In 1881, Navy CAPT Charles McDougal drowned in a storm off the coast of California. He left his widow, Kate McDougal, with four children and a Navy pension of $50 a month. McDougal's friends at Mare Island Naval Ship­ yard, Vallejo, Calif., arranged to have her ap­ pointed keeper of the nearby Mare Island Light. She lived there for 25 years, raising her children with the help of donated school­ books and tending the residence with the help of a Chinese-American cook. During most of the year her only contact with the outside world was via a telephone line to the naval shipyard, whose officers set up the poles and strung the wire for her as a Christmas present.

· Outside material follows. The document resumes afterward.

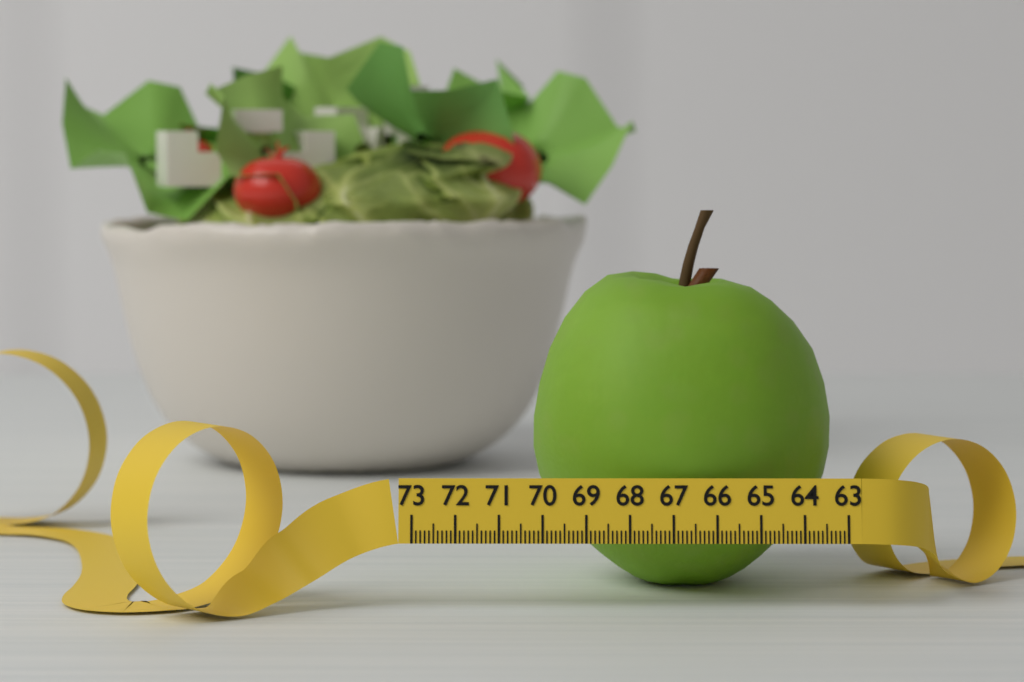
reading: 70.2 (no unit)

The loneliness and independence of life at a lighthouse exerted an odd attraction to some people. John Walker and his German
A history of women in the Coast Guard is a Commandant's Bulletin insert for March 1996. For information about the Coast Guard, visit your local library or write to the Coast Guard historian at: Commandant (G-CP­ 4), 2100 2nd St., SW.. Washington, DC 20593-0001. Editing, design and layout by CW03 Paul A. Powers. Photos courtesy G-CP-4.
Front Cover: Today, Coast Guard women perform all of the Coast Guard's missions. They have proven themselves under some of the most strenuous conditions.
Back Cover: Women have been working aboard Coast Guard cullers since 1977.